Four men—Jordan Penland, Karl Gerner, Edward R. Burke and Paul C. Burke—are suing Chicago’s Soldier Field, saying they were subjected to anti-LGBTQ+ slurs during a 2019 soccer game there and stadium personnel did nothing to stop it, The Advocate reported.

The men, members of the queer community, were attending the CONCACAF Gold Cup’s championship match between the United States and Mexico, according to Outsports.

In the suit, filed in Cook County Circuit Court, they say chanting of “puto”—an anti-gay slur that translates loosely to “male prostitute”—occurred at least 25 times during the match, and “tens of thousands” of fans chanted. The plaintiffs, who were wearing rainbow jerseys, reportedly asked stadium workers to take some action to stop the chants, but nothing happened.

The lawsuit says the Illinois Department of Human Rights later investigated the episode, and concluded that Soldier Field violated the state’s Human Rights Act by failing to reprimand or eject those who were chanting the slur, Outsports stated.

Mexico has to play two official home matches in an empty stadium as part of a punishment following homophobic chants by the team’s fans at two Olympic soccer tournament qualifiers in March, USA Today noted. Those matches—one against Jamaica in September, the other against Canada in October—are both 2022 World Cup qualifiers. Also, European soccer’s governing body ordered the Hungarian Football Federation to play its next three home matches “behind closed doors” and to pay a 100,000-euro fine over recent homophobic and racist behavior by its fans, The New York Daily News noted.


What to do> Repeat the records below in their entirety, exactly.

Exercise materials>

+ + +

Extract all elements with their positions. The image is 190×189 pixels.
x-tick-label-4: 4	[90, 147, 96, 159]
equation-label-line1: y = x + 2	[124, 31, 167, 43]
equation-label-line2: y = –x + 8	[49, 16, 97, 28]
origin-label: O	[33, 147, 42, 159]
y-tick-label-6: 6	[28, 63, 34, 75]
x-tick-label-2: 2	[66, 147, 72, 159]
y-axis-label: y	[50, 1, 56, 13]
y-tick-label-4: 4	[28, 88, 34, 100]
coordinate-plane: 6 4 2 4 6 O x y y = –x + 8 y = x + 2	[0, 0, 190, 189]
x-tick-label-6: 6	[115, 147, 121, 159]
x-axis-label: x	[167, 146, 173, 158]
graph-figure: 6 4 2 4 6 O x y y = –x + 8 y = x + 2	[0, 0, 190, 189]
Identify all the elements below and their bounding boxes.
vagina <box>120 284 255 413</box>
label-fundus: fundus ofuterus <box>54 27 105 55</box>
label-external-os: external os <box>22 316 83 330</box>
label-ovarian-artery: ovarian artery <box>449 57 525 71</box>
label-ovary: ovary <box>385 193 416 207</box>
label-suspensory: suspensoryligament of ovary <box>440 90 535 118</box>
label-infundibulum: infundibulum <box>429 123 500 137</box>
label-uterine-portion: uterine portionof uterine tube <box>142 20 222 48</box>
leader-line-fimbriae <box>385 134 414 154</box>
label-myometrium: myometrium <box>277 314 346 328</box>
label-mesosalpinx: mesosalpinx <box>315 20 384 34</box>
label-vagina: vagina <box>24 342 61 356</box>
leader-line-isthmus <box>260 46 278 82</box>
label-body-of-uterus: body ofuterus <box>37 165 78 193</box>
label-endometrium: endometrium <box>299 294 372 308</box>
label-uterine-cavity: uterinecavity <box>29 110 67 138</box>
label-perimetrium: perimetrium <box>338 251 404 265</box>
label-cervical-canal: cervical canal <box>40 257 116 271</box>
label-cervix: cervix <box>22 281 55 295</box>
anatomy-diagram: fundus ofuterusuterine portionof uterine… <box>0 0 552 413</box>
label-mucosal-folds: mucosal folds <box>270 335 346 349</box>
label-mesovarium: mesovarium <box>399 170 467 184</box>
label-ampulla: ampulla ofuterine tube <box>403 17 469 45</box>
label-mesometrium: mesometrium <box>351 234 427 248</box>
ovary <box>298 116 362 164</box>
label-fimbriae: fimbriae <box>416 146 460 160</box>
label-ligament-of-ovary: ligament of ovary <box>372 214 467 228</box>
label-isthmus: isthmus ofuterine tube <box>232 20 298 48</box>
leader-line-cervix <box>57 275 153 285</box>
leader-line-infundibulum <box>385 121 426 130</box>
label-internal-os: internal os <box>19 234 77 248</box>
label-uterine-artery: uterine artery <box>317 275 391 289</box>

+ + +

Answer for the task>
Extract all elements with their positions. The image is 190×189 pixels.
x-tick-label-4: 4	[90, 147, 96, 159]
equation-label-line1: y = x + 2	[124, 31, 167, 43]
equation-label-line2: y = –x + 8	[49, 16, 97, 28]
origin-label: O	[33, 147, 42, 159]
y-tick-label-6: 6	[28, 63, 34, 75]
x-tick-label-2: 2	[66, 147, 72, 159]
y-axis-label: y	[50, 1, 56, 13]
y-tick-label-4: 4	[28, 88, 34, 100]
coordinate-plane: 6 4 2 4 6 O x y y = –x + 8 y = x + 2	[0, 0, 190, 189]
x-tick-label-6: 6	[115, 147, 121, 159]
x-axis-label: x	[167, 146, 173, 158]
graph-figure: 6 4 2 4 6 O x y y = –x + 8 y = x + 2	[0, 0, 190, 189]
Identify all the elements below and their bounding boxes.
vagina <box>120 284 255 413</box>
label-fundus: fundus ofuterus <box>54 27 105 55</box>
label-external-os: external os <box>22 316 83 330</box>
label-ovarian-artery: ovarian artery <box>449 57 525 71</box>
label-ovary: ovary <box>385 193 416 207</box>
label-suspensory: suspensoryligament of ovary <box>440 90 535 118</box>
label-infundibulum: infundibulum <box>429 123 500 137</box>
label-uterine-portion: uterine portionof uterine tube <box>142 20 222 48</box>
leader-line-fimbriae <box>385 134 414 154</box>
label-myometrium: myometrium <box>277 314 346 328</box>
label-mesosalpinx: mesosalpinx <box>315 20 384 34</box>
label-vagina: vagina <box>24 342 61 356</box>
leader-line-isthmus <box>260 46 278 82</box>
label-body-of-uterus: body ofuterus <box>37 165 78 193</box>
label-endometrium: endometrium <box>299 294 372 308</box>
label-uterine-cavity: uterinecavity <box>29 110 67 138</box>
label-perimetrium: perimetrium <box>338 251 404 265</box>
label-cervical-canal: cervical canal <box>40 257 116 271</box>
label-cervix: cervix <box>22 281 55 295</box>
anatomy-diagram: fundus ofuterusuterine portionof uterine… <box>0 0 552 413</box>
label-mucosal-folds: mucosal folds <box>270 335 346 349</box>
label-mesovarium: mesovarium <box>399 170 467 184</box>
label-ampulla: ampulla ofuterine tube <box>403 17 469 45</box>
label-mesometrium: mesometrium <box>351 234 427 248</box>
ovary <box>298 116 362 164</box>
label-fimbriae: fimbriae <box>416 146 460 160</box>
label-ligament-of-ovary: ligament of ovary <box>372 214 467 228</box>
label-isthmus: isthmus ofuterine tube <box>232 20 298 48</box>
leader-line-cervix <box>57 275 153 285</box>
leader-line-infundibulum <box>385 121 426 130</box>
label-internal-os: internal os <box>19 234 77 248</box>
label-uterine-artery: uterine artery <box>317 275 391 289</box>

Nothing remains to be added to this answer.